A committee was appointed to meet six lawyers, and were in despair when they learned the ultimatum of the great Dictator. With the terms demanded, they had no inclination to comply, but sent J. Fowler to me with the contract they were required to sign.
This bound the company in a bond of $10,000 actual payment, that the St. Cloud Visiter should publish in its columns a card from Mr. Shepley, of which a copy was appended, and which stated that the destruction of the office was not for any political cause, but was solely on account of an attack made by its editor on the reputation of a lady. Also, that said Visiter should never again discuss or refer to the destruction of its office.
Fowler burned with indignation, and was much surprised when I returned the paper, saying that I would comply with these demands. He protested that I should not—that they had set out to defend the freedom of the press.
“Which you cannot do,” I remarked. “You sign that paper just as you would hand your money to a robber who held a pistol to your head and demanded it. There is a point at which the bravest must yield, where resistance is madness, and you have reached this point. The press is mine, leave its freedom to me. Defend me from brute force and do your duty to your families.”
He returned to the consultation room, where every one was surprised at my compliance. They had all given me credit for more pluck, but since I surrendered, the case was lost. The contract was signed, the bond executed, and everything made tight and fast as law could make it. The friends of free press were indignant, but bided their time. Stephen Miller, a nephew of my mother-in-law, and afterwards governor of Minnesota, was on a visit to Harrisburg during all this trouble, and when he returned, he flew into a towering rage over what he termed the cowardly backdown of the printing company, and published a card in the St. Paul papers, washing his hands of it.
But to the victors belong the spoils and glory, and now they made much of them. Ladies got out their silks, their jewels and their laces. There were sounds of revelry by night, where fair women and gallant men drew around the social board, on which sparkled the wine-cup and glimmered the yellow gold, to be taken up by the winner. Champagne was drunk in honor of the famous victory, hands were shaken over it, stray sheep were brought back into the true Democratic fold, and late opinions about presses and types were forgotten.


- TASK DESCRIPTION: Using the data beneath, show every line that includes the word "nassemblies".

- TASK INPUT:
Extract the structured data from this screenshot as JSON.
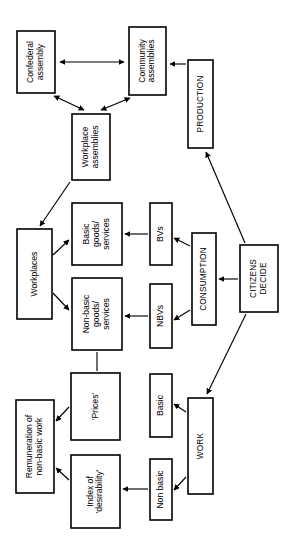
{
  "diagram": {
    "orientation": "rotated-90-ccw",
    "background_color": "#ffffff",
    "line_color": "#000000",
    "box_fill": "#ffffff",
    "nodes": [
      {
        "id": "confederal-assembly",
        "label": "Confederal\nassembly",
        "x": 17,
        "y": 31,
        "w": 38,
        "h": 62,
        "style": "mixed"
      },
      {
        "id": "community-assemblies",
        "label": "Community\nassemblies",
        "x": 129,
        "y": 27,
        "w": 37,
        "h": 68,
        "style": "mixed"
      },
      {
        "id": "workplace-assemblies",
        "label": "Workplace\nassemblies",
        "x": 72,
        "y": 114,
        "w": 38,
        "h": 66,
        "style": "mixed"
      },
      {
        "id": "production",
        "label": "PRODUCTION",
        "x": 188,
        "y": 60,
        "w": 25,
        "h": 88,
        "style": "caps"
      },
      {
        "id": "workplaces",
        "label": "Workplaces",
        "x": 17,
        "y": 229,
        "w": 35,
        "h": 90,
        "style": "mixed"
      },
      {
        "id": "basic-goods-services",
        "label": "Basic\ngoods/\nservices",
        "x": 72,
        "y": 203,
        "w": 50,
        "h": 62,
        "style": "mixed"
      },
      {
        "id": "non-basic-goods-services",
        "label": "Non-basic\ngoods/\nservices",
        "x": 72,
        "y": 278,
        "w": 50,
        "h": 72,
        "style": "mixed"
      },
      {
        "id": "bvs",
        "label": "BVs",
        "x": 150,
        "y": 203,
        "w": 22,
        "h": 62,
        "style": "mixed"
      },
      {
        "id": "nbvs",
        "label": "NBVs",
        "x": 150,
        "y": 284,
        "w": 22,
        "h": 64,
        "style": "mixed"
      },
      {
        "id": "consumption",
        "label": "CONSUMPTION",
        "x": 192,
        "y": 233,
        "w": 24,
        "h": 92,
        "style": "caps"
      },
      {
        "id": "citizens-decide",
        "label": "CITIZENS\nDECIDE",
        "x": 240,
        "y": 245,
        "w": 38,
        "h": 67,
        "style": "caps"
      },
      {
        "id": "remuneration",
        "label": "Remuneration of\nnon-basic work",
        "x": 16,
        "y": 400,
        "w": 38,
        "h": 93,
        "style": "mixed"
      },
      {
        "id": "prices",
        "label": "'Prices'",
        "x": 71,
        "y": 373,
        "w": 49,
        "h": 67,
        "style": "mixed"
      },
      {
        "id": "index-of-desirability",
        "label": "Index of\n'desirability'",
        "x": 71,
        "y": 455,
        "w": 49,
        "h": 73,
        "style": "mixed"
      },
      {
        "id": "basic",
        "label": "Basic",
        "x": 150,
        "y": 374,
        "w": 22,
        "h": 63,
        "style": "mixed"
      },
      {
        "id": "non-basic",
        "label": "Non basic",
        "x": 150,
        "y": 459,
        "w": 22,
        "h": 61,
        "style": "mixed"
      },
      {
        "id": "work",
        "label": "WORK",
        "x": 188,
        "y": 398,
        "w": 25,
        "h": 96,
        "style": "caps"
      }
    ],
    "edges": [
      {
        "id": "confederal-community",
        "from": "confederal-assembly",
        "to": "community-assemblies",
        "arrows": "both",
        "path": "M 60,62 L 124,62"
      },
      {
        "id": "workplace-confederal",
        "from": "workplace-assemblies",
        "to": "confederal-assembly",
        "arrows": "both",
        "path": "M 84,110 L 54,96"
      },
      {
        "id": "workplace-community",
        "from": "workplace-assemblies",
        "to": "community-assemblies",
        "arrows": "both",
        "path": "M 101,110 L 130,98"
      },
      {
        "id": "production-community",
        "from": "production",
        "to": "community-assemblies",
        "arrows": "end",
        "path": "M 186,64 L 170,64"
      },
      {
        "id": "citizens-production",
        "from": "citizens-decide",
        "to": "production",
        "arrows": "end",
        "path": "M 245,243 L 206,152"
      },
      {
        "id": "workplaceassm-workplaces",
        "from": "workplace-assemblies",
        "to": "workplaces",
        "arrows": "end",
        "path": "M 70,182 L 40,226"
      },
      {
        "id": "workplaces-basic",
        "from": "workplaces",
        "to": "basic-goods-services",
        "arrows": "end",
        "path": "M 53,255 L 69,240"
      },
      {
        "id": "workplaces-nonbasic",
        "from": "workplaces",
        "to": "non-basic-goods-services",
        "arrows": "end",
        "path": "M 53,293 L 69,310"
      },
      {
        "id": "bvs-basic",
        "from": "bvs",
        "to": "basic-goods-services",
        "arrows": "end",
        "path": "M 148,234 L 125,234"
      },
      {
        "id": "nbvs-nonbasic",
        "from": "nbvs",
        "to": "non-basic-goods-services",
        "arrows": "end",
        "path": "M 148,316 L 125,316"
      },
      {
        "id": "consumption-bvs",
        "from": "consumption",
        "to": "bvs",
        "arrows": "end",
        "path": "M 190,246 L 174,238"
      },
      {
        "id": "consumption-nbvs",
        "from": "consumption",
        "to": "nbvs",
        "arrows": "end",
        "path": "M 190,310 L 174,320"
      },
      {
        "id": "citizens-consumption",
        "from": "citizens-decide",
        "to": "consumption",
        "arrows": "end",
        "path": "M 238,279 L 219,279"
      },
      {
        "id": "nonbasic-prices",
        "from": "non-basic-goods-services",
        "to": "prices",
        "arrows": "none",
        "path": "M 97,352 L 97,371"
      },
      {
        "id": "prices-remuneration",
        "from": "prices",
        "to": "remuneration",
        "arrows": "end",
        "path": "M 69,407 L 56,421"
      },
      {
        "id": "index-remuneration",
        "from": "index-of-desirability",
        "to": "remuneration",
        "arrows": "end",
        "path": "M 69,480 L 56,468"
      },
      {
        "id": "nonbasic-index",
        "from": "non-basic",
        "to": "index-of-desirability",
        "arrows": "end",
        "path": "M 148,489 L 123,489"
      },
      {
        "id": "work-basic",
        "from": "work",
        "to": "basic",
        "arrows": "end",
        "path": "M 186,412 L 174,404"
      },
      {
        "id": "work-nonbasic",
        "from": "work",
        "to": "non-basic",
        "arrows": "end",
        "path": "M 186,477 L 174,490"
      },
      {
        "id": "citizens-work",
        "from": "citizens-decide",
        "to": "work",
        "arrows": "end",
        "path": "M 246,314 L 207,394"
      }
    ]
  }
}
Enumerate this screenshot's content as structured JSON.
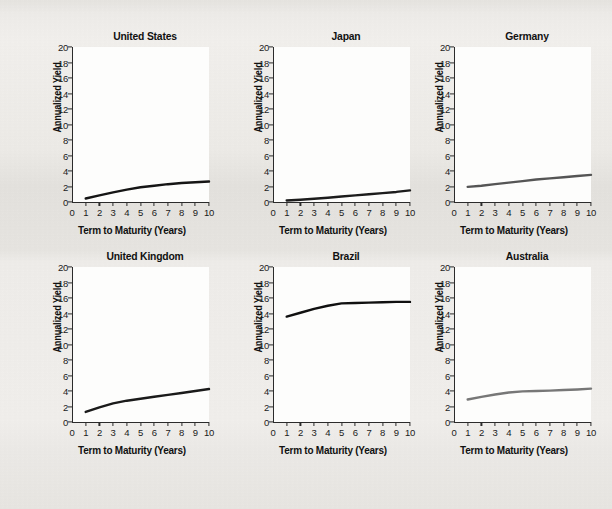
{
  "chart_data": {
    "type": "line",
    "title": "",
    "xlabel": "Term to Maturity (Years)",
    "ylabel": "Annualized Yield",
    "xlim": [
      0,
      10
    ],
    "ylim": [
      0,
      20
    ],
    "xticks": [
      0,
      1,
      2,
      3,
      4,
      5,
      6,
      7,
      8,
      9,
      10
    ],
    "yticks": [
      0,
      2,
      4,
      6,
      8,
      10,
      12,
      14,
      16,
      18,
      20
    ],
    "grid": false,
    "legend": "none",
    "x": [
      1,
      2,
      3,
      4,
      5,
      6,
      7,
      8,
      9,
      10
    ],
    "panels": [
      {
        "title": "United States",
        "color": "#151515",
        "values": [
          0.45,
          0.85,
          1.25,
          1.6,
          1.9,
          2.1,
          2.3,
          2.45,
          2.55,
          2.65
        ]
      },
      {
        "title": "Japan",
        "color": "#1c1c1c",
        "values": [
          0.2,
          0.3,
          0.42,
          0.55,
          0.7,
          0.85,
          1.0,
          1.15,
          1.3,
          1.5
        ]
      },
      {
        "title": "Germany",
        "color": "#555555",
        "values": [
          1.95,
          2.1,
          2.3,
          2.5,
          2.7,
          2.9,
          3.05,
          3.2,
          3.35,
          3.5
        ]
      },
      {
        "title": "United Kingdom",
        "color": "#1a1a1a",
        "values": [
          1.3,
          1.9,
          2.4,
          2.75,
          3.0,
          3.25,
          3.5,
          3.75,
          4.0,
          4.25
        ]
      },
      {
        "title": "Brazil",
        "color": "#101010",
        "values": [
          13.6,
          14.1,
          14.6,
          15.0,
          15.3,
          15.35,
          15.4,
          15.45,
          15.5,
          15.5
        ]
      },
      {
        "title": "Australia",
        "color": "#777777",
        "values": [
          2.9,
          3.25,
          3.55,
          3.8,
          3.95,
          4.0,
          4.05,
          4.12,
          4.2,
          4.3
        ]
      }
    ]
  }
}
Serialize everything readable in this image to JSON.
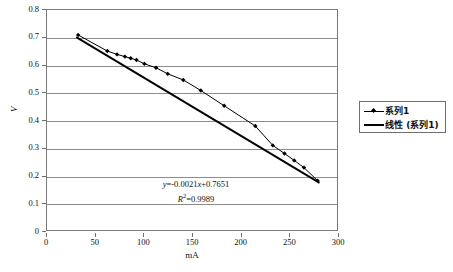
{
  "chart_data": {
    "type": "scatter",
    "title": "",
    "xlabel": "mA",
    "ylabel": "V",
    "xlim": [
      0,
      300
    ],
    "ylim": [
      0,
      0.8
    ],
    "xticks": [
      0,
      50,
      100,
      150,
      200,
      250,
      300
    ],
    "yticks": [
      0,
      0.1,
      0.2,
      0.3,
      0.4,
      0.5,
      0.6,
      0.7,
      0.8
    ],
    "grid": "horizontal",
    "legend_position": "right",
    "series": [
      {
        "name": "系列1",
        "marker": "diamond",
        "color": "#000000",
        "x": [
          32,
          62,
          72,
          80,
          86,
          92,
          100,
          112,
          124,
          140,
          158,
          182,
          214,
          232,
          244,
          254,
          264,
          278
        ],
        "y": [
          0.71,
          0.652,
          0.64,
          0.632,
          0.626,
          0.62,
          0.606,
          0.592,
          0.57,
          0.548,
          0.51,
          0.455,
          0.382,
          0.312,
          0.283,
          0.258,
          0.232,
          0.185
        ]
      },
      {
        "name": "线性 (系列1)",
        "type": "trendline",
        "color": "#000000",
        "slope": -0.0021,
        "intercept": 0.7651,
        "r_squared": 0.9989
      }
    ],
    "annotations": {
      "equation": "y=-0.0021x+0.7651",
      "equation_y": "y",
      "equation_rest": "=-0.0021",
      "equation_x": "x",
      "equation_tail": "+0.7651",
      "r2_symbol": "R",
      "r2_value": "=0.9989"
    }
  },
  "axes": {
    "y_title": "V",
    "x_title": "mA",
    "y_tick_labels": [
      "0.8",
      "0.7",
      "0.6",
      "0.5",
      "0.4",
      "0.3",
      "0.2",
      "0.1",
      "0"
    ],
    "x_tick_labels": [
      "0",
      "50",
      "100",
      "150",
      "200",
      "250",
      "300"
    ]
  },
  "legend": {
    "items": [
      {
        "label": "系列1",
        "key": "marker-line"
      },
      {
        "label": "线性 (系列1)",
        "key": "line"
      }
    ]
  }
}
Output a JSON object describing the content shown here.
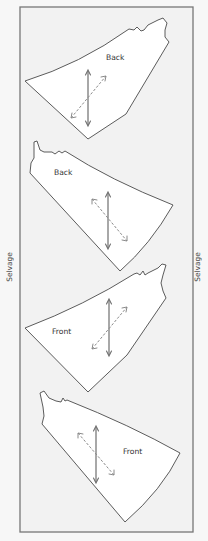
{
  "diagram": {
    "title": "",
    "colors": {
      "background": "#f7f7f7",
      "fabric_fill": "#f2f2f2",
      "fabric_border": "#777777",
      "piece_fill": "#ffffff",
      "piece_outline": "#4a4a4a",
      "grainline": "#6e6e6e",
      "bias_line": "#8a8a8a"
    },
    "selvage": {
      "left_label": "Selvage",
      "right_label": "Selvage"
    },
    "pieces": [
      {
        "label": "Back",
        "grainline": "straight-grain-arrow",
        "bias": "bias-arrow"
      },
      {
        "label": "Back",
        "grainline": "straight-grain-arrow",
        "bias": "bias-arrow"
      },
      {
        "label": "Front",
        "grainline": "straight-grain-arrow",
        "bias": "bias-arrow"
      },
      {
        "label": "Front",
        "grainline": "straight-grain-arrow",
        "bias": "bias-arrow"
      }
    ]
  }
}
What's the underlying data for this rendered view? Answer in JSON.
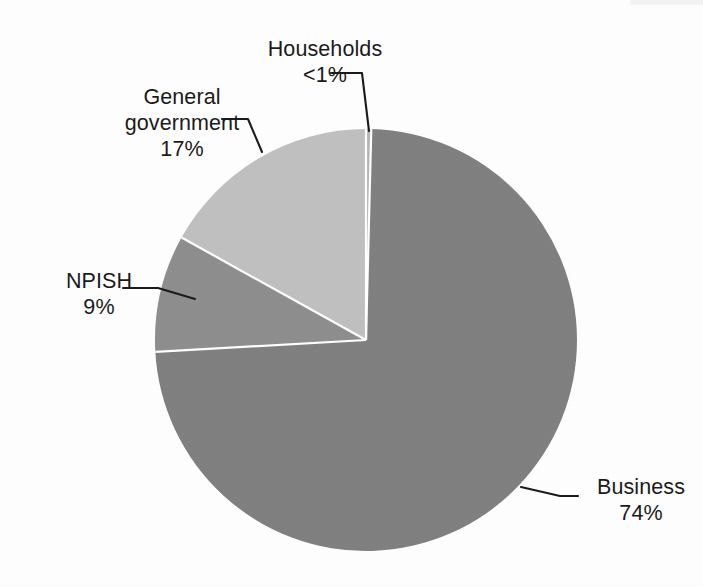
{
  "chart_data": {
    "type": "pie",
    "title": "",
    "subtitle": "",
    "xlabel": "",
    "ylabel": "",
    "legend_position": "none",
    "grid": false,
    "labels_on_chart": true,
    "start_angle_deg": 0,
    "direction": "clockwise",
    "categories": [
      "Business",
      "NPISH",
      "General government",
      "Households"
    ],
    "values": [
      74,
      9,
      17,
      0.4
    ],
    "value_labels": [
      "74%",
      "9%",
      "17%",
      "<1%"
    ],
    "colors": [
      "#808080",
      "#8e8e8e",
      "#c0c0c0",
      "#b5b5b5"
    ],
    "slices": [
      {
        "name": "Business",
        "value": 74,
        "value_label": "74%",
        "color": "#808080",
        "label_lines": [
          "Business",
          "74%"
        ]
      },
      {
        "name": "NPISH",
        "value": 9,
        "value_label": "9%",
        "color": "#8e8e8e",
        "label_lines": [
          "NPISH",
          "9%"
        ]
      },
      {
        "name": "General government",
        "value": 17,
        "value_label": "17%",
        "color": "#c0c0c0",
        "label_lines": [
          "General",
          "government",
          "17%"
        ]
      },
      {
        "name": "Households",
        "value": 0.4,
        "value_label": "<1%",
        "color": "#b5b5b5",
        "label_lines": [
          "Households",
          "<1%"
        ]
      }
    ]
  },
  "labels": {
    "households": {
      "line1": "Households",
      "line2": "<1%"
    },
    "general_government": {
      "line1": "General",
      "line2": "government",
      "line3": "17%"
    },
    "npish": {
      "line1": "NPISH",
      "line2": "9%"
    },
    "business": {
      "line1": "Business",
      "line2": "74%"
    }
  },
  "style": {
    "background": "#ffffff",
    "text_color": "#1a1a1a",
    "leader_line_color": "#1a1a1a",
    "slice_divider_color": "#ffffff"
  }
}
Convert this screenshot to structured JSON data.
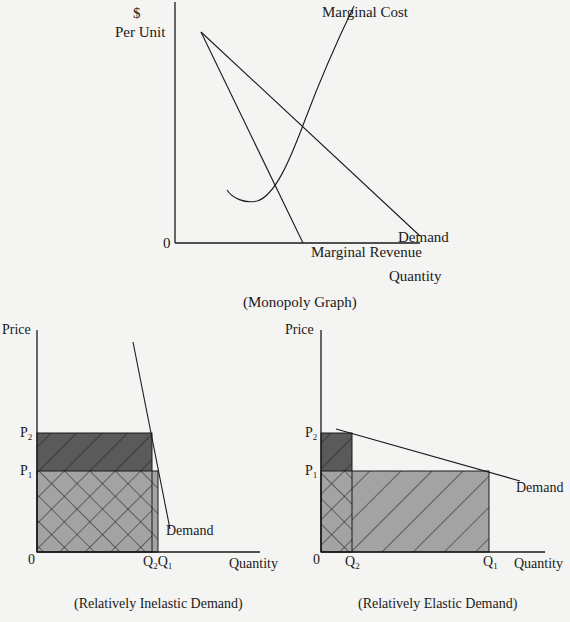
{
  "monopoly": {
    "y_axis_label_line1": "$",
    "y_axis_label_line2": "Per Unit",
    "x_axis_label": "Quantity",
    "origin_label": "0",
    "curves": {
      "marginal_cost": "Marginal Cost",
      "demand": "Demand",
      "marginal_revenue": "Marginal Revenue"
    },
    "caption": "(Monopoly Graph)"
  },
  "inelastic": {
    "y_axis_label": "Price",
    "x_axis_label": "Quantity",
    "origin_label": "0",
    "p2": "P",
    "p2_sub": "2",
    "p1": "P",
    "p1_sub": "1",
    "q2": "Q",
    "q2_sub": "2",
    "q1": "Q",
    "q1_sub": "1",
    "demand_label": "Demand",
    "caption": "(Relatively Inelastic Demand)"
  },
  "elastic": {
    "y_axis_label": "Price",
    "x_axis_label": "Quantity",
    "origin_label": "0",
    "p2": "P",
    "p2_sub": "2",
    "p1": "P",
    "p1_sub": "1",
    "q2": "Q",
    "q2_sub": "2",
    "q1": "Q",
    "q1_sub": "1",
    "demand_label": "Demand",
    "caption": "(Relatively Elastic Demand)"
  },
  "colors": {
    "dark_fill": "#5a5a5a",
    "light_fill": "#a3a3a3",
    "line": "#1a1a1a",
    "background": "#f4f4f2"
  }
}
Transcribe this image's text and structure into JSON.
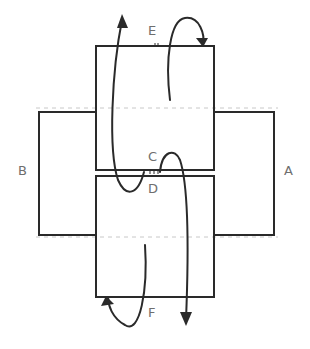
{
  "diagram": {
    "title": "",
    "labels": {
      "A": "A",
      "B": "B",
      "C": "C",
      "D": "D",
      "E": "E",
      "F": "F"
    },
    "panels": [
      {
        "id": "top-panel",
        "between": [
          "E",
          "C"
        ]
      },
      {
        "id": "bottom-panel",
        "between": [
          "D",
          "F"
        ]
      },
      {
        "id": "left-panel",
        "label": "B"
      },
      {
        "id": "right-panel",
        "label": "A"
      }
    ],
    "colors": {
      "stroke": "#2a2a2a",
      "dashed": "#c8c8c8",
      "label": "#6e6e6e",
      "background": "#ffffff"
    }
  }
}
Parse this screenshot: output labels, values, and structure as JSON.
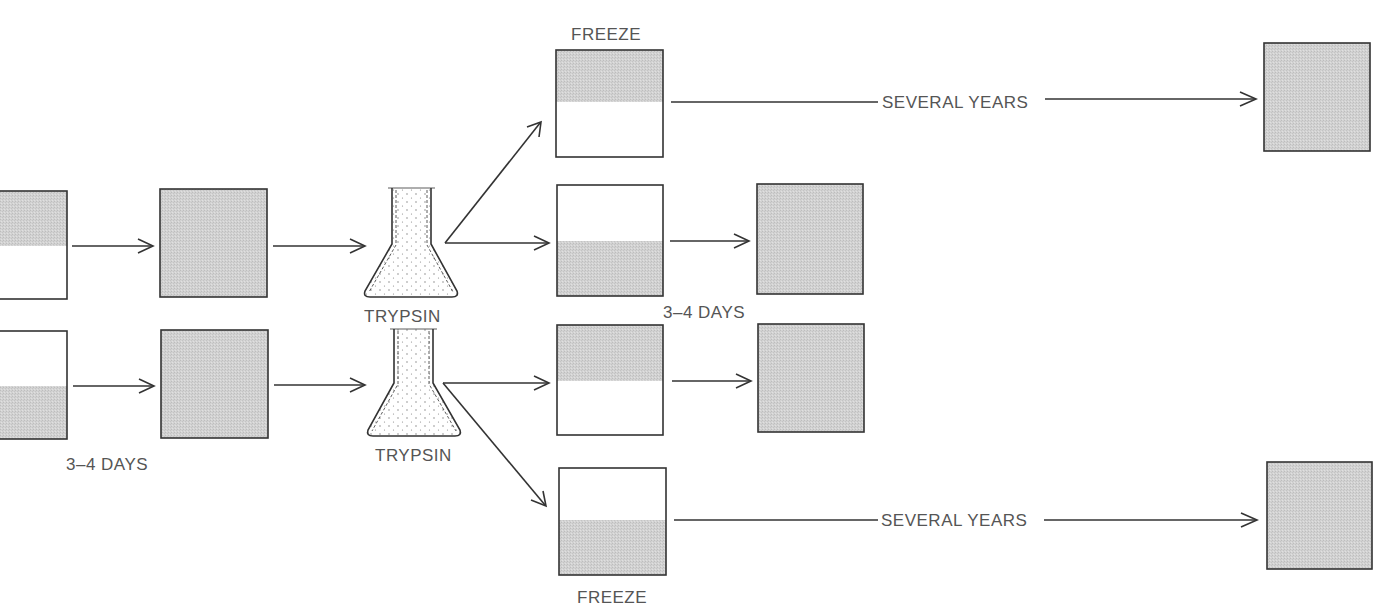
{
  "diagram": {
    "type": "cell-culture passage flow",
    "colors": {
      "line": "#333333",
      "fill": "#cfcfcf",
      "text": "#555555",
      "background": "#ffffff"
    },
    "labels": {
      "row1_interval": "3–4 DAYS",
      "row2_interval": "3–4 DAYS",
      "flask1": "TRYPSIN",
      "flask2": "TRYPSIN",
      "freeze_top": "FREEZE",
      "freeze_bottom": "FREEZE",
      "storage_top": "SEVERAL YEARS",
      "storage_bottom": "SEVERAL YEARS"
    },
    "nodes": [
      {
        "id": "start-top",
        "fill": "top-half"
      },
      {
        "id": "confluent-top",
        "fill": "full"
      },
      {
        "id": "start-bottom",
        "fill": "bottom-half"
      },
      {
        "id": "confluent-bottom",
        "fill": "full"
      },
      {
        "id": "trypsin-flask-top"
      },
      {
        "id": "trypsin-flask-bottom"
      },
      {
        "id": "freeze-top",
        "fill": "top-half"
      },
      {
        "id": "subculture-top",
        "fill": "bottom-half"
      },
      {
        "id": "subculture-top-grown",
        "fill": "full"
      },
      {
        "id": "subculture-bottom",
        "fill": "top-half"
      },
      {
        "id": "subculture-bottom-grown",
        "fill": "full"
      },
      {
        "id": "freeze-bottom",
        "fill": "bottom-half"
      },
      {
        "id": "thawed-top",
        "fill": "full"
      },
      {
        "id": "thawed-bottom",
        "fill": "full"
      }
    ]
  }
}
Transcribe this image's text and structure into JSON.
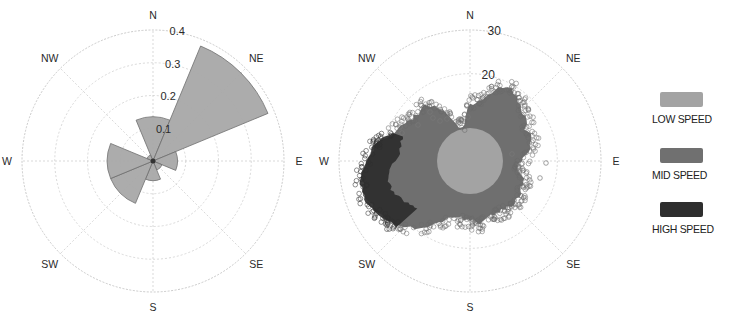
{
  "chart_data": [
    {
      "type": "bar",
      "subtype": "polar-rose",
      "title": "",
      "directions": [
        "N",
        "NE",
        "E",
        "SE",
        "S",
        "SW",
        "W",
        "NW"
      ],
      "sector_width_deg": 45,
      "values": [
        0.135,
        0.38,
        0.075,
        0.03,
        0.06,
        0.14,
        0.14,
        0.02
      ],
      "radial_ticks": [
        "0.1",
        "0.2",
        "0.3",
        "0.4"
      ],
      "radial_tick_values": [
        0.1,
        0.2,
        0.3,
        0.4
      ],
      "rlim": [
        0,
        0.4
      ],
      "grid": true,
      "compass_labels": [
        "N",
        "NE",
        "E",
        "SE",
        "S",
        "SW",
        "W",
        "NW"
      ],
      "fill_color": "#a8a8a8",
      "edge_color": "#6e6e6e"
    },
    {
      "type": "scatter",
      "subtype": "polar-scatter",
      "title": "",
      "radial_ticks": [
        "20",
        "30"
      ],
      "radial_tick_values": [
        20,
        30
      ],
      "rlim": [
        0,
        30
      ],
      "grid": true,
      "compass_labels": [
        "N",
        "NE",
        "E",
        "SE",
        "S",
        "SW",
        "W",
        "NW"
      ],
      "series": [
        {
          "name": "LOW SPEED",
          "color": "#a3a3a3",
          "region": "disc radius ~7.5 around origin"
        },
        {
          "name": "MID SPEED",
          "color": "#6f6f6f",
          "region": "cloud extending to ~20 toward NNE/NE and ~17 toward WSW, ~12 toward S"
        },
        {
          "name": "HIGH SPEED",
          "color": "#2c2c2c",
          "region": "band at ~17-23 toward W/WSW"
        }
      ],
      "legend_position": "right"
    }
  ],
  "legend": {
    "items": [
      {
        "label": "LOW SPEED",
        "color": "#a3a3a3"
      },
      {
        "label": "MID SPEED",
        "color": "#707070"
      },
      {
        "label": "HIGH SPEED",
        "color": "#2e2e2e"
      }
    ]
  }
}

- REPLY:
        "label": "Community\nassemblies",
        "label": "Workplace\nassemblies",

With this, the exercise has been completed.